When the Union forces controlled the Mississippi River, it ruined the chances of the Confederacy winning. One of the reasons why it ruined the Confederates chances was because the Mississippi River was the water route that the Confederates used in order to send supplies and soldiers. This meant they could no longer get new supplies to the Confederate soldiers. Along with this, it split the Confederacy in half. This meant that the Confederate soldiers in different states could not communicate very easily.
Nationalism made it very hard for people from different countries to get along. Imperialism made some countries aggressive to get the things they wanted.
The answer is The New Deal
The answer is C because it demonstrates the law enforcement reading the arrested their Miranda rights
Explanation:
The European colonization of the Americas describes the Age of Exploration and the resulting conquest and establishment of Western European control in what is now considered North and South America. Europe had been preoccupied with internal wars and was slowly recovering from the loss of population caused by the Black Death; thus the rapid rate at which it grew in wealth and power was unforeseeable in the early 15th century.[1] European colonization impacted the political systems, geographic boundaries, and languages that predominate in the hemisphere's largely independent states today.
European political map of the Americas in 1794
Early European possessions in what are now referred to as the North and South American continents included Spanish Florida, Spanish New Mexico, Spanish Mesoamerica, Spanish Caribbean, the English colonies of Virginia (with its North Atlantic offshoot, Bermuda) and New England, the French colonies of Acadia, Canada, and Haiti, the Swedish colony of New Sweden, and the Dutch New Netherland. In the 18th century, Denmark–Norway revived its former colonies in Greenland, while the Russian Empire gained a foothold in Alaska. Denmark-Norway would later make several claims in the Caribbean, starting in the 1600s.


Produce a verbatim copy of the entries listed below.

[Recorded data]
=== Section Start ===

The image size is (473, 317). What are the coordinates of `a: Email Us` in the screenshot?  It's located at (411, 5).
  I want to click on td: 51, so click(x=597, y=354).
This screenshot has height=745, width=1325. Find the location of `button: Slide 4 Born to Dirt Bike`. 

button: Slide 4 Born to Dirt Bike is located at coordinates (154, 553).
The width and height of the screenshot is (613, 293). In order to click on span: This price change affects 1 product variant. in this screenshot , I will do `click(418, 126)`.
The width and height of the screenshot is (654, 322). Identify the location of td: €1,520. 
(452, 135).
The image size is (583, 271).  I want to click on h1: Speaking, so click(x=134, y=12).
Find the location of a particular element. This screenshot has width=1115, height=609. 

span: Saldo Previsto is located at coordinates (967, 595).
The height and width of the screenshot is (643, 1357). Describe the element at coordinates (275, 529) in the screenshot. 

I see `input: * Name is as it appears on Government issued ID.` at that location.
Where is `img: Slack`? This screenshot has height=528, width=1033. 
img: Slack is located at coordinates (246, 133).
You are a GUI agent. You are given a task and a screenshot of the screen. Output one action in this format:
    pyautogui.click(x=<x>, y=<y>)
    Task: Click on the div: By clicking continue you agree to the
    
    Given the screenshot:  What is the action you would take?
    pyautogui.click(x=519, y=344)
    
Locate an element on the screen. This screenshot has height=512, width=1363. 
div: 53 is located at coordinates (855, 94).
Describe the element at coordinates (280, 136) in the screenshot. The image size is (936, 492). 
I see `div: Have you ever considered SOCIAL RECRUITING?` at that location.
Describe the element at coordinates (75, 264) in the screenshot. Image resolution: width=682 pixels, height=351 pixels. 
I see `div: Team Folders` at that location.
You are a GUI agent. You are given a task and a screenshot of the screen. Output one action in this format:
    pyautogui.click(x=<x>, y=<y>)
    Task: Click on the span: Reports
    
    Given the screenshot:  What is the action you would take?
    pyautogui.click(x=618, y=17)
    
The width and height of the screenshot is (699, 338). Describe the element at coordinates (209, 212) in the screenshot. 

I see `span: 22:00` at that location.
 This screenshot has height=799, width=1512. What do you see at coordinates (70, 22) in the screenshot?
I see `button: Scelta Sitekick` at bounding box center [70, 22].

=== Section End ===

→ **The answer**
The image size is (473, 317). What are the coordinates of `a: Email Us` in the screenshot?  It's located at (411, 5).
  I want to click on td: 51, so click(x=597, y=354).
This screenshot has height=745, width=1325. Find the location of `button: Slide 4 Born to Dirt Bike`. 

button: Slide 4 Born to Dirt Bike is located at coordinates (154, 553).
The width and height of the screenshot is (613, 293). In order to click on span: This price change affects 1 product variant. in this screenshot , I will do `click(418, 126)`.
The width and height of the screenshot is (654, 322). Identify the location of td: €1,520. 
(452, 135).
The image size is (583, 271).  I want to click on h1: Speaking, so click(x=134, y=12).
Find the location of a particular element. This screenshot has width=1115, height=609. 

span: Saldo Previsto is located at coordinates (967, 595).
The height and width of the screenshot is (643, 1357). Describe the element at coordinates (275, 529) in the screenshot. 

I see `input: * Name is as it appears on Government issued ID.` at that location.
Where is `img: Slack`? This screenshot has height=528, width=1033. 
img: Slack is located at coordinates (246, 133).
You are a GUI agent. You are given a task and a screenshot of the screen. Output one action in this format:
    pyautogui.click(x=<x>, y=<y>)
    Task: Click on the div: By clicking continue you agree to the
    
    Given the screenshot:  What is the action you would take?
    pyautogui.click(x=519, y=344)
    
Locate an element on the screen. This screenshot has height=512, width=1363. 
div: 53 is located at coordinates (855, 94).
Describe the element at coordinates (280, 136) in the screenshot. The image size is (936, 492). 
I see `div: Have you ever considered SOCIAL RECRUITING?` at that location.
Describe the element at coordinates (75, 264) in the screenshot. Image resolution: width=682 pixels, height=351 pixels. 
I see `div: Team Folders` at that location.
You are a GUI agent. You are given a task and a screenshot of the screen. Output one action in this format:
    pyautogui.click(x=<x>, y=<y>)
    Task: Click on the span: Reports
    
    Given the screenshot:  What is the action you would take?
    pyautogui.click(x=618, y=17)
    
The width and height of the screenshot is (699, 338). Describe the element at coordinates (209, 212) in the screenshot. 

I see `span: 22:00` at that location.
 This screenshot has height=799, width=1512. What do you see at coordinates (70, 22) in the screenshot?
I see `button: Scelta Sitekick` at bounding box center [70, 22].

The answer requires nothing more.